Federal Judge Blocks ICE Arrests at Immigration Courts Across United States
A federal court in California struck down Trump-era policies allowing ICE to detain migrants inside immigration courts and extended holding periods, citing arbitrary decision-making and a chilling effect on due process.
A federal judge in San Francisco issued a nationwide injunction on Tuesday prohibiting Immigration and Customs Enforcement (ICE) from arresting individuals at immigration courts, and simultaneously invalidated a related policy that had extended the permissible detention period in short-term holding cells from 12 to 72 hours. The ruling, by U.S. District Judge P. Casey Pitts, found that the Trump administration’s reversal of a decades-old practice against courthouse arrests violated the Administrative Procedure Act because the agencies involved “failed to provide reasoned explanations for their actions.” The decision applies across the entire United States, expanding beyond a previous New York ruling that had only barred such arrests in Manhattan.
From Washington, the Department of Homeland Security’s general counsel, James Percival, denounced the ruling as “naked judicial activism in service of an anti-American, open borders agenda,” arguing that if a judge orders removal, the individual should be taken into custody immediately. The administration maintains that courthouse arrests are a logical enforcement tool. In contrast, the plaintiffs—a coalition of civil rights groups including the ACLU of Northern California—argued that the practice deterred migrants from attending their hearings, undermining the integrity of the immigration court system. Judge Pitts, an appointee of former President Joe Biden, noted that ICE and the Executive Office for Immigration Review had ignored the “chilling effect” on court attendance, with data from the San Francisco area showing arrests surged from rare occurrences to nearly 50 per week after the policy change.
The ruling also struck down the extended detention policy, finding that holding individuals for more than 12 hours in punitive conditions violated Fifth Amendment rights and that ICE had failed to consider alternatives to address capacity issues. The decision does not permanently foreclose courthouse arrests; it leaves the door open for the administration to issue new policies if they are accompanied by a reasoned justification that meets the requirements of the Administrative Procedure Act. The case, Pablo Sequen v. Albarran, was filed in August 2025 and had already led to a preliminary injunction in December 2025 that blocked arrests only within ICE’s San Francisco area of responsibility, which includes Northern California, Hawaii, Guam, and Saipan. Tuesday’s ruling extends that protection nationwide, creating a uniform legal standard after a May 2025 ruling in New York had restricted arrests solely in three Manhattan courthouses, leading to divergent interpretations.
The Trump administration is expected to appeal to the Ninth Circuit Court of Appeals, a venue that has historically been a focal point for legal challenges to executive immigration actions. Viewed from legal circles in California, the ruling underscores the judiciary’s insistence on procedural compliance under the Administrative Procedure Act, a 1946 law that requires agencies to articulate a rational basis for policy shifts. While the injunction remains in effect, immigration attorneys across the country are advising clients to consult their legal representatives on how the order applies to their specific circumstances. The Department of Justice has not yet indicated whether it will seek an emergency stay pending appeal.
How the same story is told elsewhere.
2 editorial groups · 3 languages
The federal judge's ruling is cast as a major blow to the Trump administration, striking down a policy that allowed immigration arrests at courthouses as arbitrary and lacking any reasoned basis. The decision is portrayed as a necessary judicial correction, restoring long-standing protections and highlighting the administration's procedural failures.
The ruling is celebrated as a victory that protects migrants nationwide, ending ICE arrests inside immigration courts. It is framed as a restoration of safety and due process for immigrant communities, with the judge's decision seen as a shield against arbitrary enforcement.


● **Assignment**:
Omitting all pictures, copy word for word the lines from the line containing "Task: Click on the label: Add" through the final line of the entries.

● **Available records**:
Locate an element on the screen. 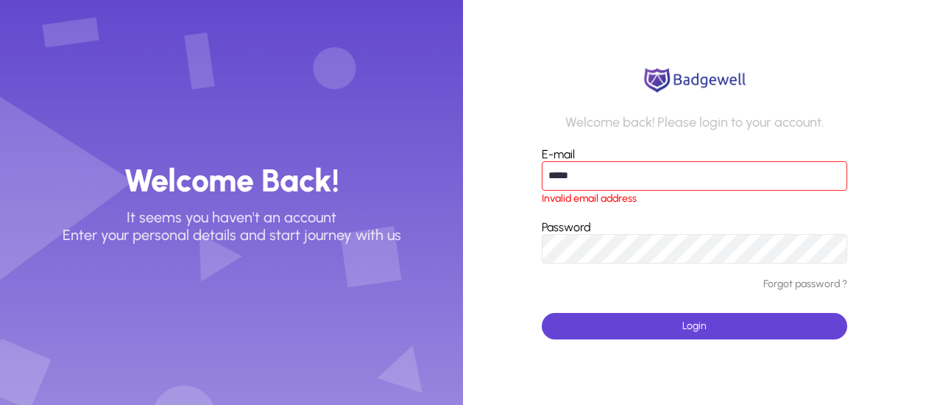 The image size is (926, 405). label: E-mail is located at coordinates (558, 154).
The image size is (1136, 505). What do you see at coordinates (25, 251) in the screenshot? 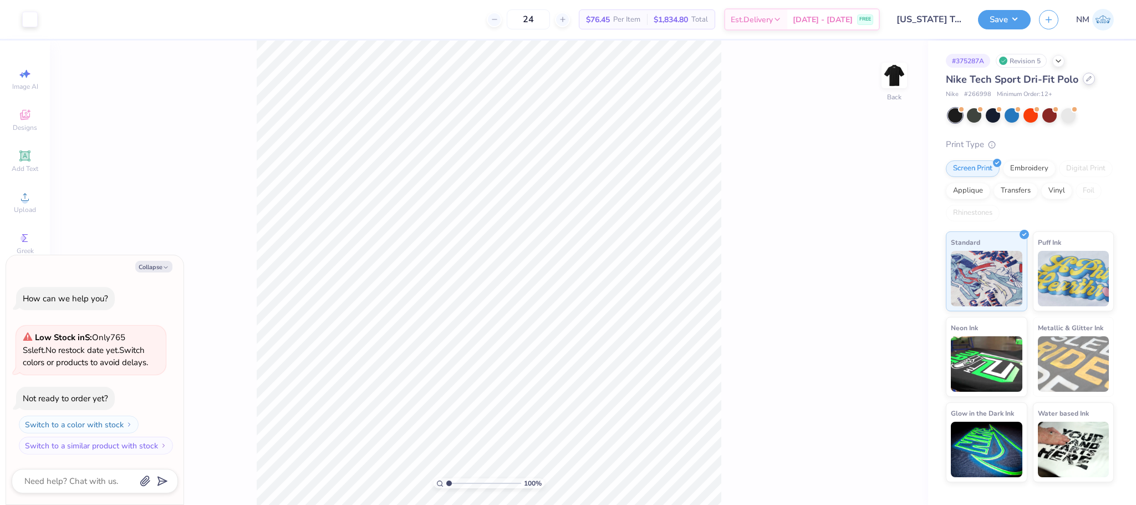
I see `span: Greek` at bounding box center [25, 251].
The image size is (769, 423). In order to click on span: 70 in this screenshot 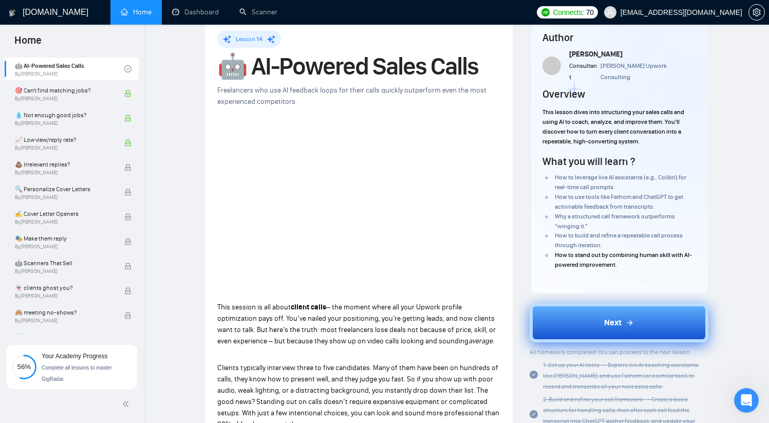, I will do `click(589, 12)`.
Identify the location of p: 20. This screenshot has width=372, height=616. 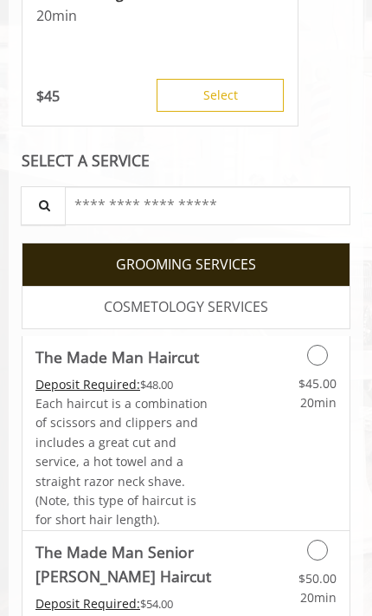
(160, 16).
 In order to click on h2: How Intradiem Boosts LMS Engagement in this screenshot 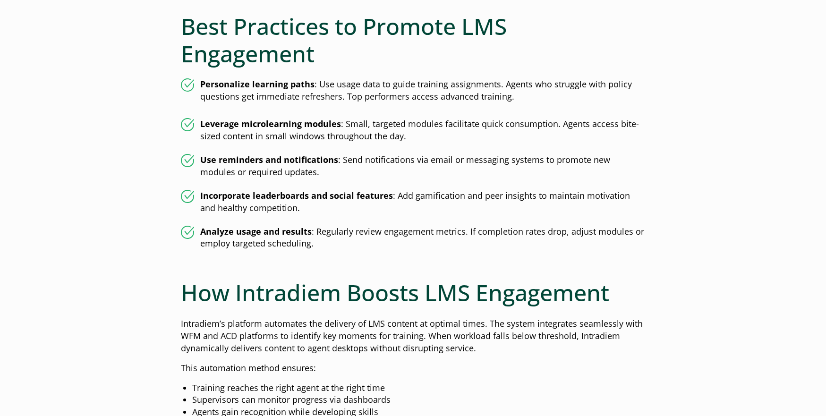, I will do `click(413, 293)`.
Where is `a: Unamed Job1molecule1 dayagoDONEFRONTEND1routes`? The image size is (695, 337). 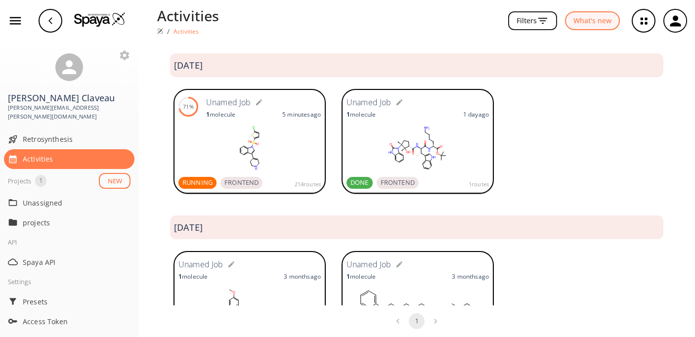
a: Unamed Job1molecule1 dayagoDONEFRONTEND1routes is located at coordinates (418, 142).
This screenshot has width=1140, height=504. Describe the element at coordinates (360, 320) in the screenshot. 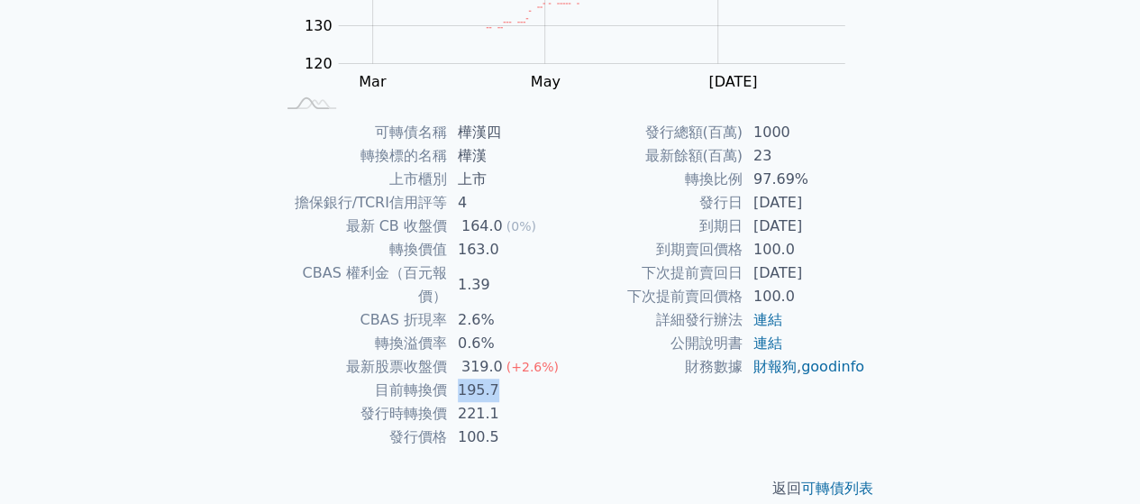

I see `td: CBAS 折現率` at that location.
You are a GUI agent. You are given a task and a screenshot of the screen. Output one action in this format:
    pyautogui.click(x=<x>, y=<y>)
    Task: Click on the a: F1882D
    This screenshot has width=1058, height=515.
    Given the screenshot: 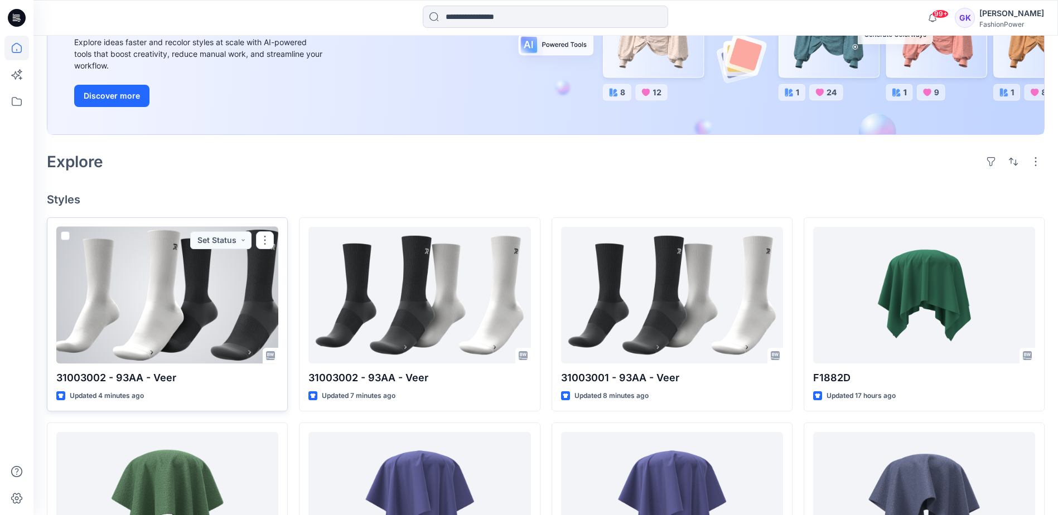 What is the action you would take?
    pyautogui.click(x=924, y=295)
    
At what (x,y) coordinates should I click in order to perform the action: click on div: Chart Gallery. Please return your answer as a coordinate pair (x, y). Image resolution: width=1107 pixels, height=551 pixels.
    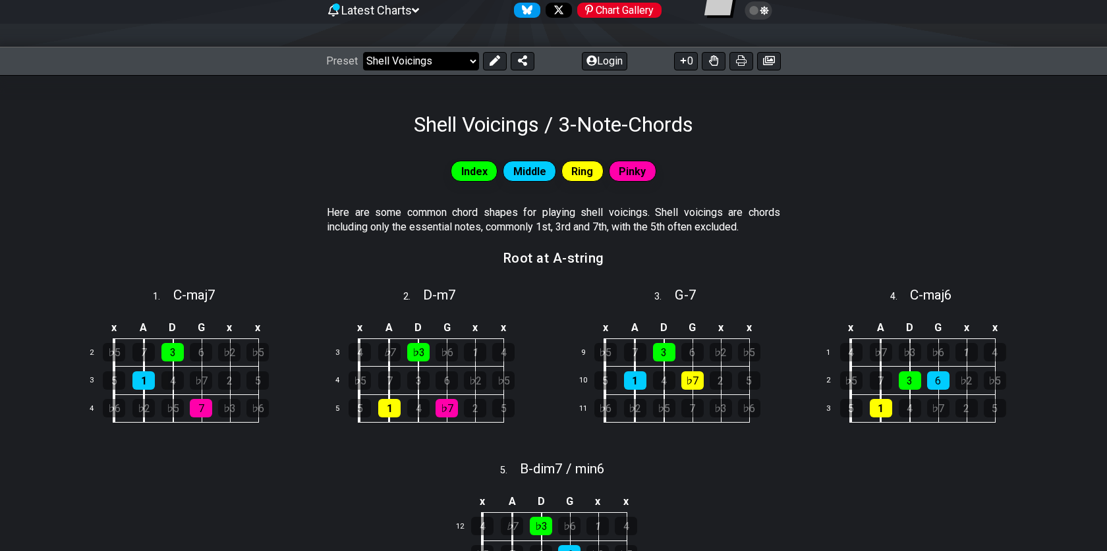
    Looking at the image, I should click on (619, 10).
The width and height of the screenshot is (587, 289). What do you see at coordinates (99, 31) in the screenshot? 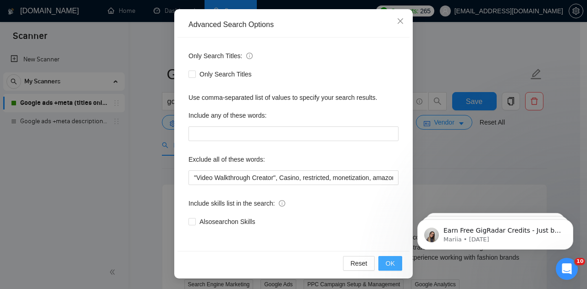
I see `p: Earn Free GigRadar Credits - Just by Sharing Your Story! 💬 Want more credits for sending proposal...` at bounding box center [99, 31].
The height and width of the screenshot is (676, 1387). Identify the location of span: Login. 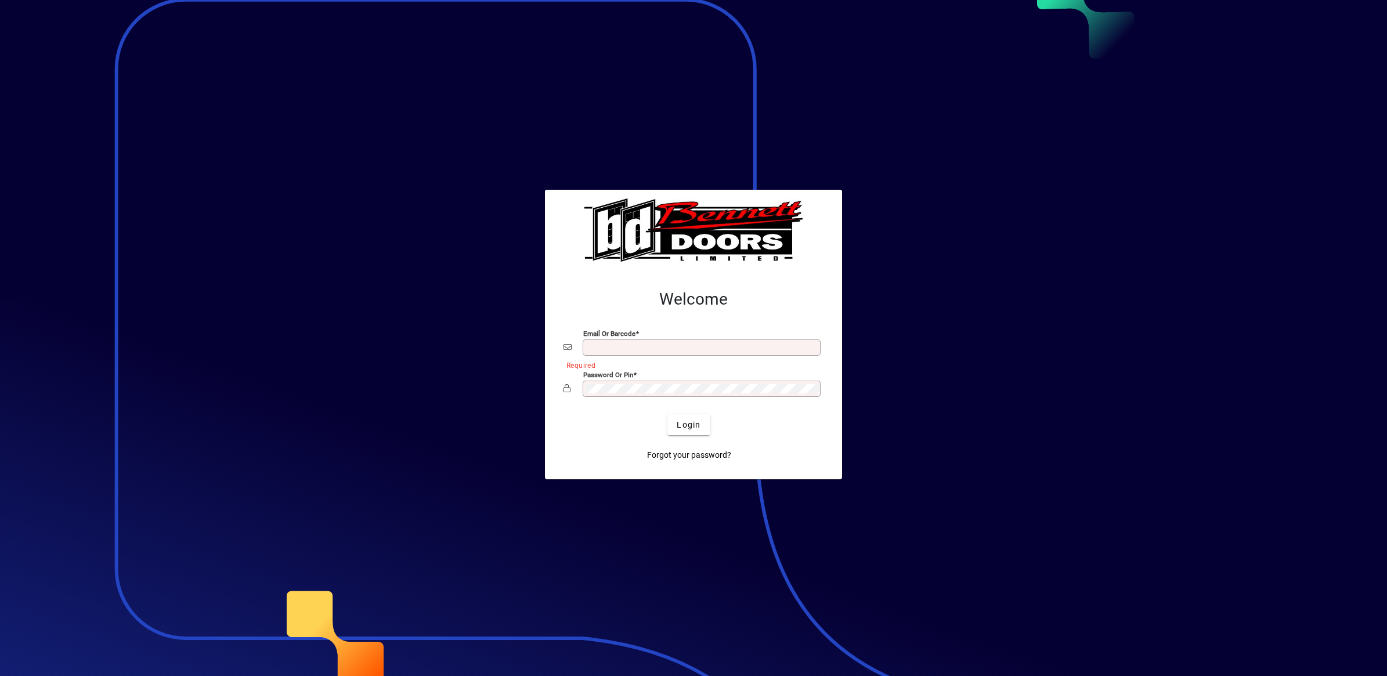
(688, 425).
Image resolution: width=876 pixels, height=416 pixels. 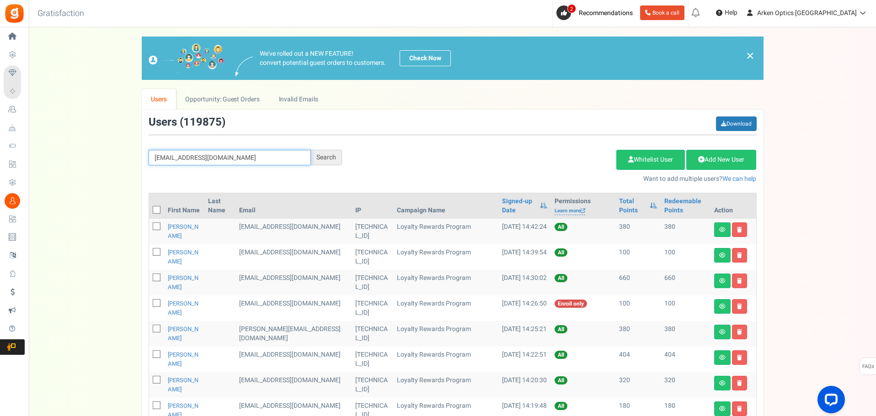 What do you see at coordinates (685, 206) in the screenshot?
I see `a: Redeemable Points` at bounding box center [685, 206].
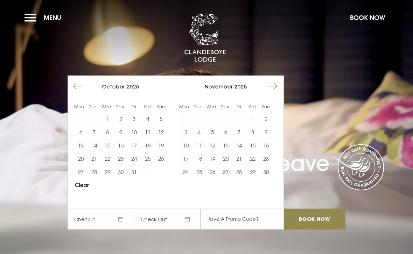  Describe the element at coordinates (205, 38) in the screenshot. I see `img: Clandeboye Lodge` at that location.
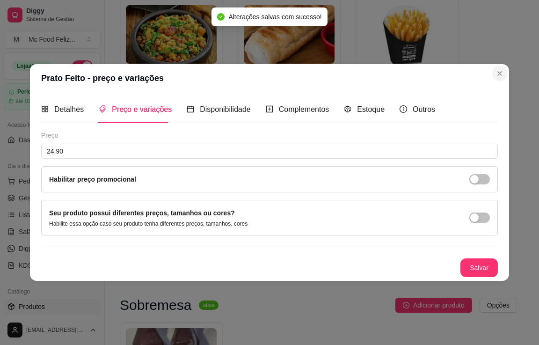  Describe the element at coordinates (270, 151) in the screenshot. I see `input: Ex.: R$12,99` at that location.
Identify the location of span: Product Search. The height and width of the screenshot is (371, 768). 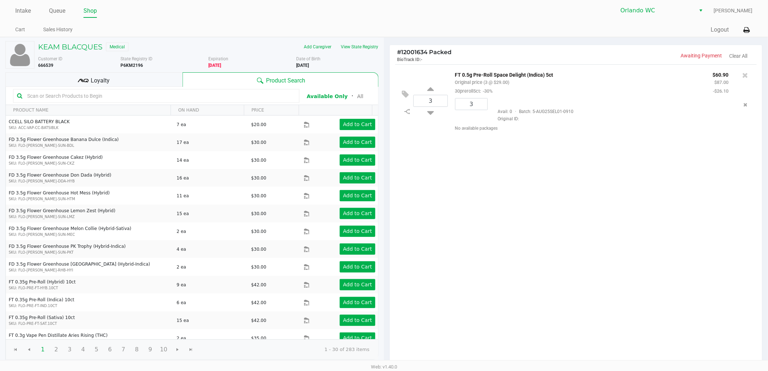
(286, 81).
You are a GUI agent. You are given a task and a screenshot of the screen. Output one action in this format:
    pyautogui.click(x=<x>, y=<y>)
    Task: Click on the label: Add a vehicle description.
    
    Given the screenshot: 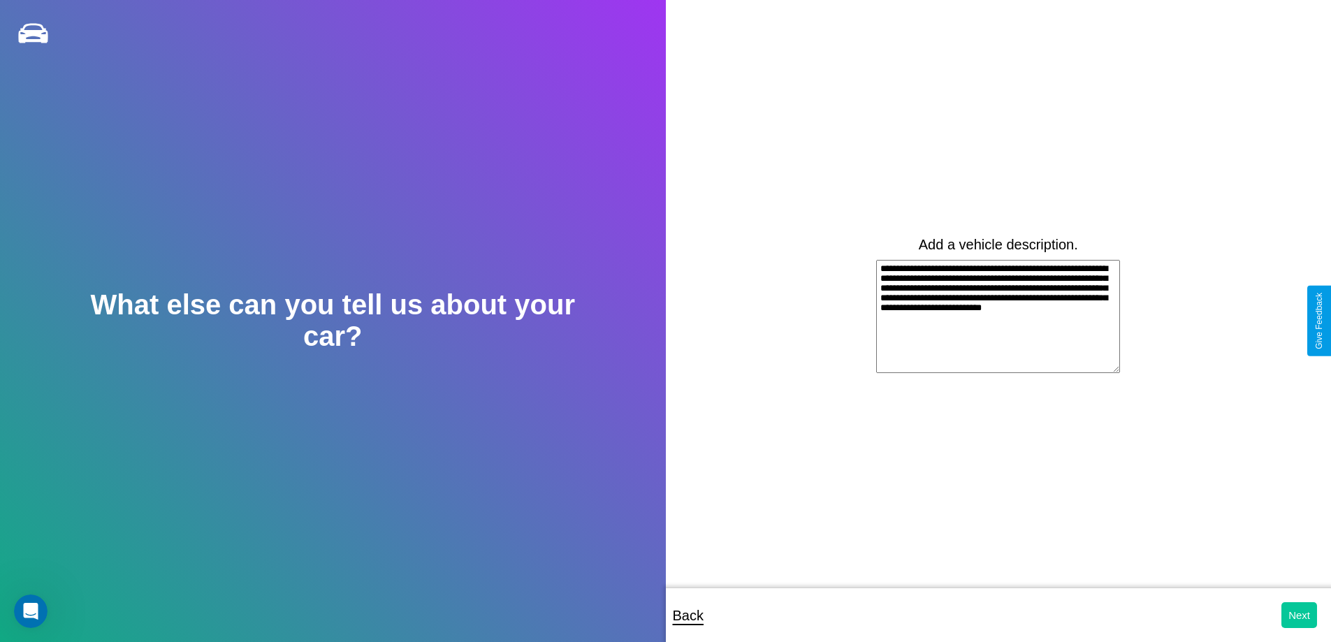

● **Your solution**:
    Task: Click on the label: Add a vehicle description.
    
    Given the screenshot: 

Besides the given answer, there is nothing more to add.